Income was divided into five diferent schedules including Schedule A (income from land and buildings) and Schedule B (income on farming land).

It lapsed for many decades but was reintroduced in 1842 by Prime Minister Robert Peel as part of a general reform of taxation including the Repeal of the Corn Laws and the reduction of hundreds of import duties. Despite many promises to abolish the tax in the 1870s, income tax stayed because it was very efficient at raising revenue at a rate often of 10% for those earning over £150 per annum.
Captain Woodgate's Tax
Captain Woodgate was letting out the cottage on his estate to Laud-Hobbs Bros (unknown) and receiving an annual rent estimated by the commissioners as £135 a year on which he was liable for tax of about 3% (7d in the £). On the field he let out for £15 a year he was liable for tax of about 1% (⅞ of 3½d in the £). And on Ardgay, his private house, he was assessed to rates of about 3¾% (9d in £).

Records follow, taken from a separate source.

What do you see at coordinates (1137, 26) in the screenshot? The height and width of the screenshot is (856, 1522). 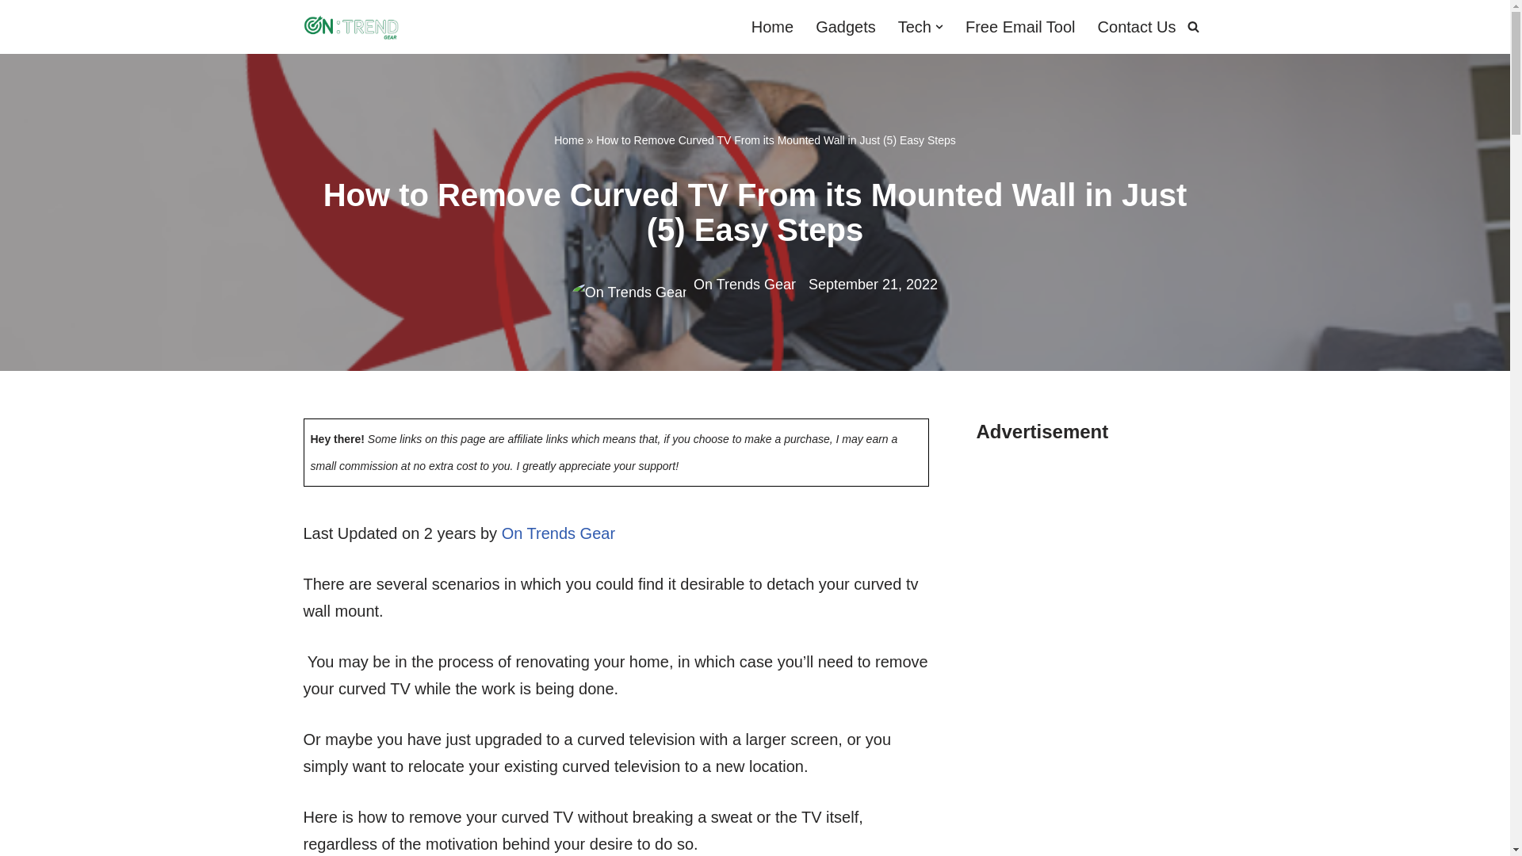 I see `Contact Us` at bounding box center [1137, 26]. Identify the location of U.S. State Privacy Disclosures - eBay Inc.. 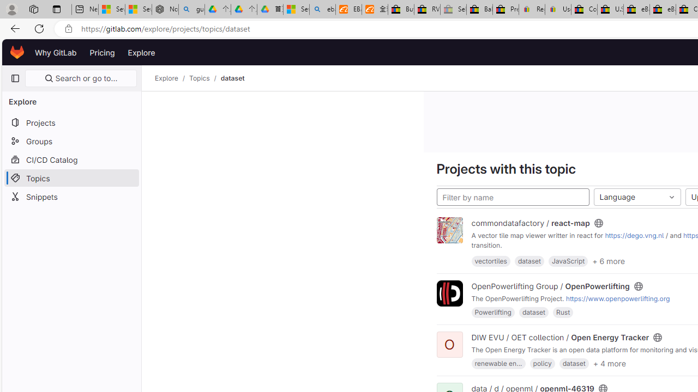
(610, 10).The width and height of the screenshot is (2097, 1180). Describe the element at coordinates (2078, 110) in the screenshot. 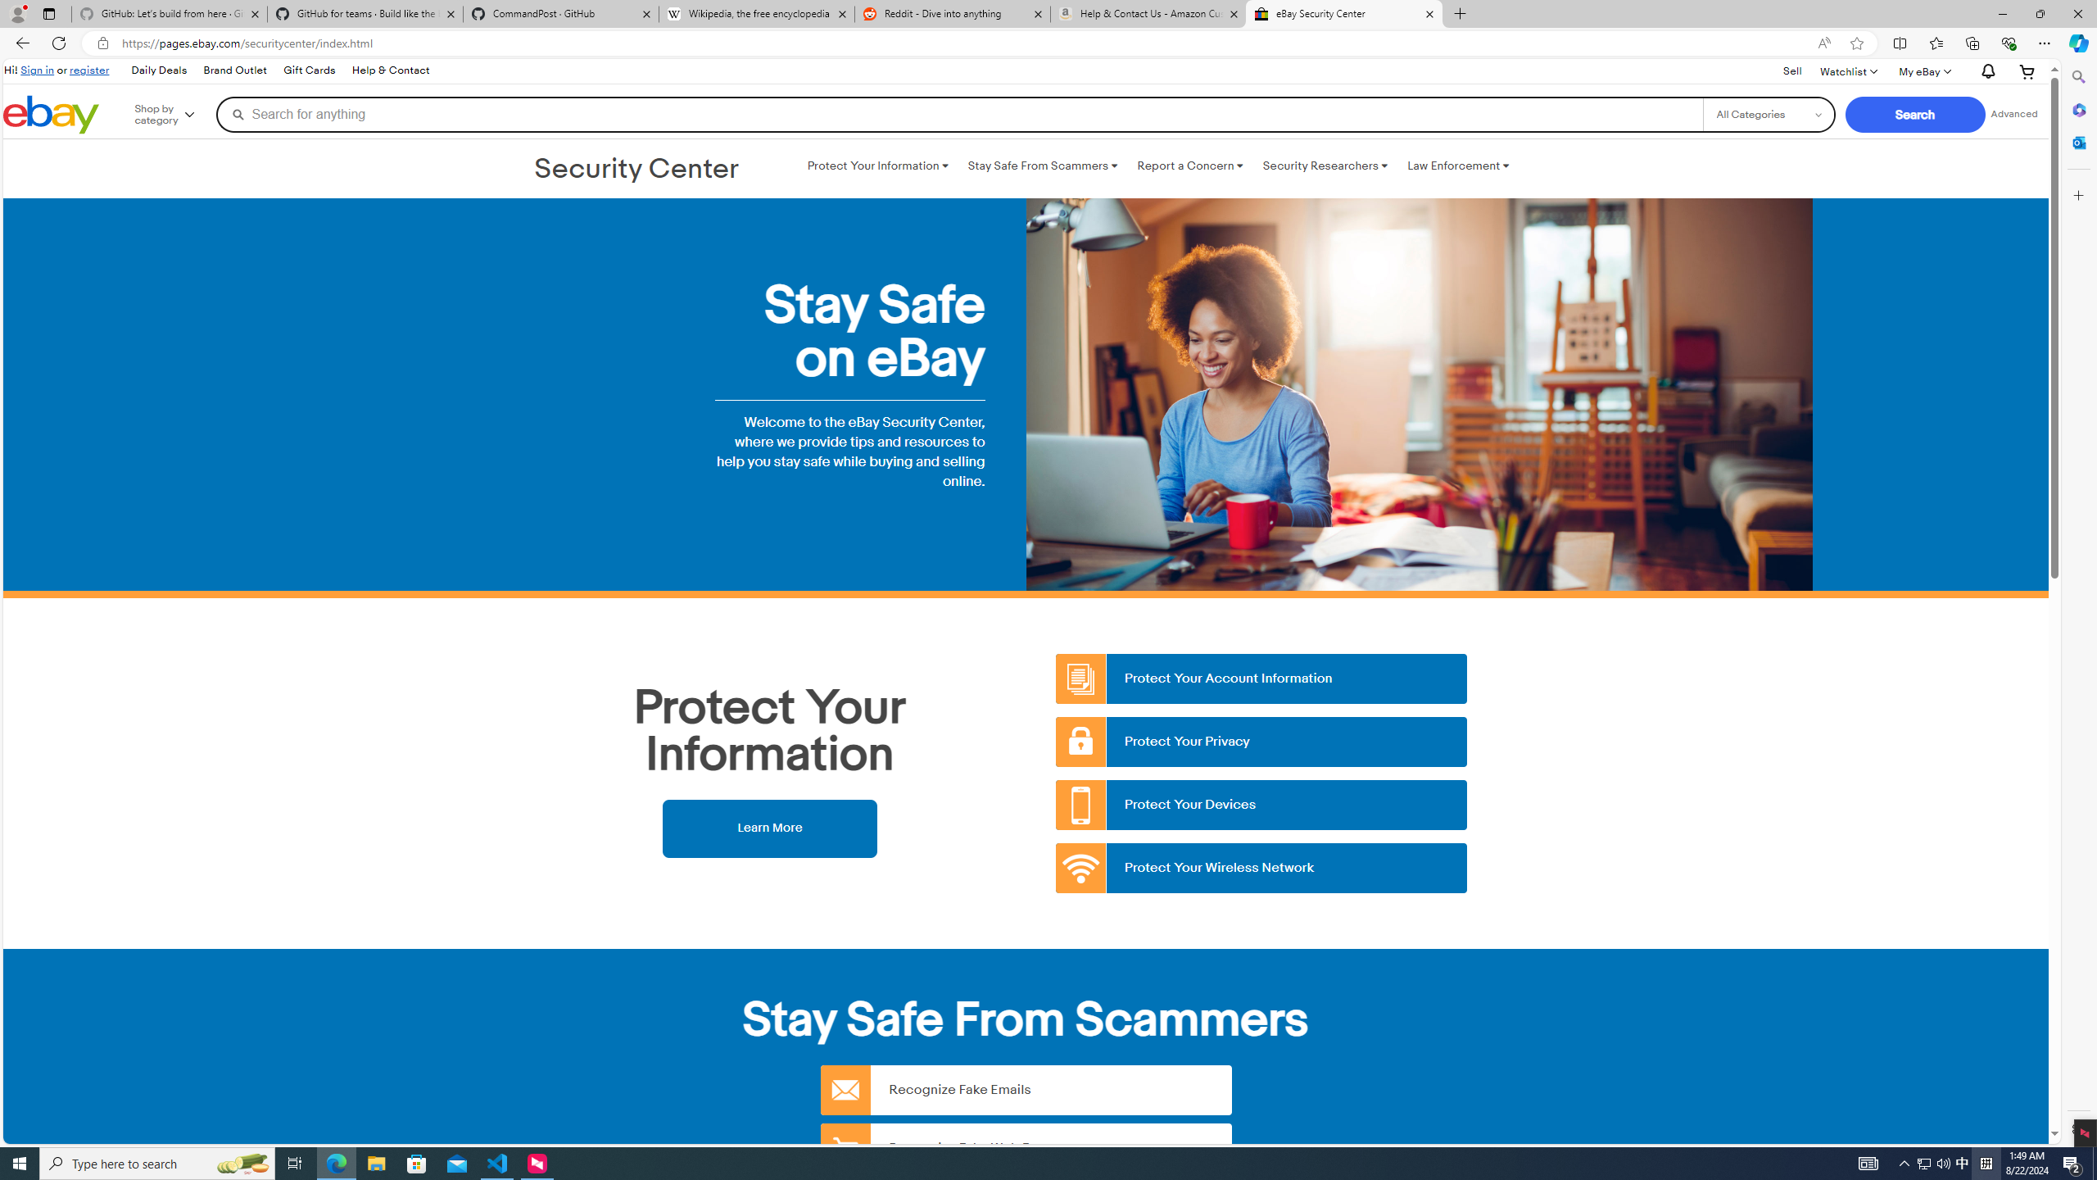

I see `Microsoft 365` at that location.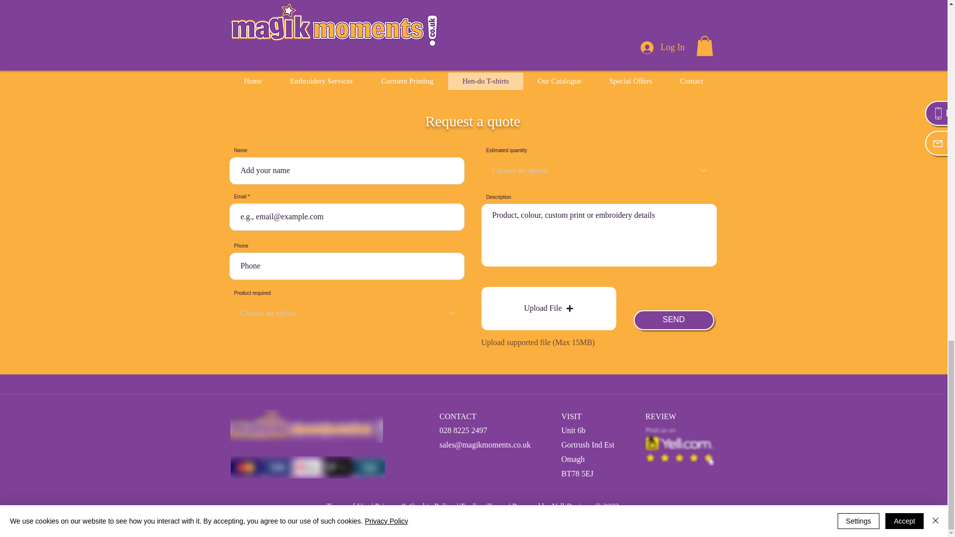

For much of the Victorian period, taxation was to pay for wars and conquest rather than for civil or social responsibilities.
The 1880s was a time of great imperial expansion: Egypt became a British Colony in 1882, Burma in 1885, Kenya in 1886 and Zululand was annexed in 1887. We don't know if Captain Woodgate appealed against the assessment of 1893-94 but, as a military man, he presumably supported the financing of such a rapid imperial development.